@botev I checked out your arrayfire crate for GIR.. You aren’t doing any source/kernel generation, you’re simply using arrayfire Arrays instead of compiling the source to a kernel and then loading it in arrayfire.
Is there a reason for that?
Alexander Botev
@botev
you can not the kernel generation in Arrayfire
the reason is arrayfire is easy to get things going, as it implements this and works on anything
I'm currently working on the opencl bit
where kernel generation will happen
Arrayfire is a nice abstraction to use, and to show how the graph works, without needing to do kernel generation
jonysy
@jonysy
I understand. You’re basically creating a heavily optimized transpiler - which is a huge undertaking
Alexander Botev
@botev
what is transpiler? it also ilustrates how you can used the autodiff of gir in to other packages which already have numerical routines
jonysy
@jonysy
You aren’t essentially transpiling Rust to CL?
Alexander Botev
@botev
is that like translating?
im sorry never came across the term
jonysy
@jonysy
Yes, basically.
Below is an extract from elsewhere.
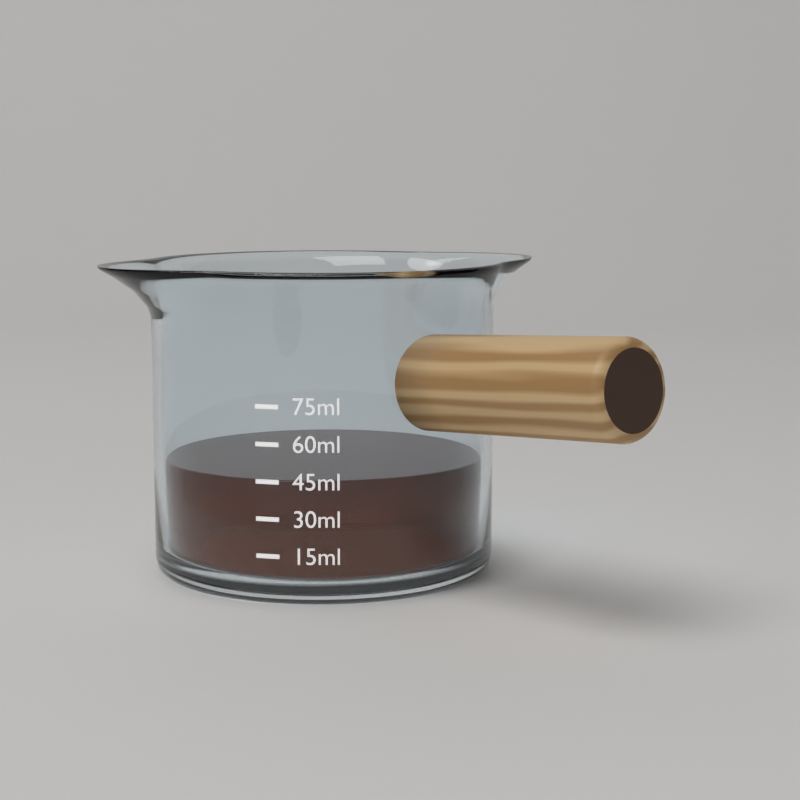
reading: 45 ml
I should probably use the word translator, anyway
Or compiler
Alexander Botev
@botev
then yes, however I like to think of it as a Meta-LLVM
llvm what it does is it takes some code in language X and translates it to binary for architecture Y
jonysy
@jonysy
A transpiler is a source-to-source language translator. So, it compiles (or translates, for that matter) a source to another source
Alexander Botev
@botev
here we abstract the architecture to a numerical framework (opencl, cuda, arrrayfire etc) which is a level above binary code
jonysy
@jonysy
Right. So a sigmoid function 1.0 / (1.0 + exp(-x)) in native Rust could compile to CL like such:
neverfox Oh well, it exists now, so I think we can consider NN in Rust solved. PyTorch API is excellent and uses graph based AD.
usamec
@usamec
Hi. Does GIR support creation of recurrent nets?
Alexander Botev
@botev
unfortunately I'm no longer developing that project due to being busy with my PhD
technically it is not too hard to add it, but it doesn't
usamec
@usamec
thank you for answer
Alexander Botev
@botev
sure no problem, I would generally suggest to use rust bindings to tensorflow/mxnet/pytorch if you need autodiff
unless you have a good reason not to
usamec
@usamec
I have made my own for CNTK, but I am still looking at the ecosystem. TF C API does not support gradient for while loops (but you can load model built from python). Not sure about mxnet and pytorch (I haven't seen any bindings yet).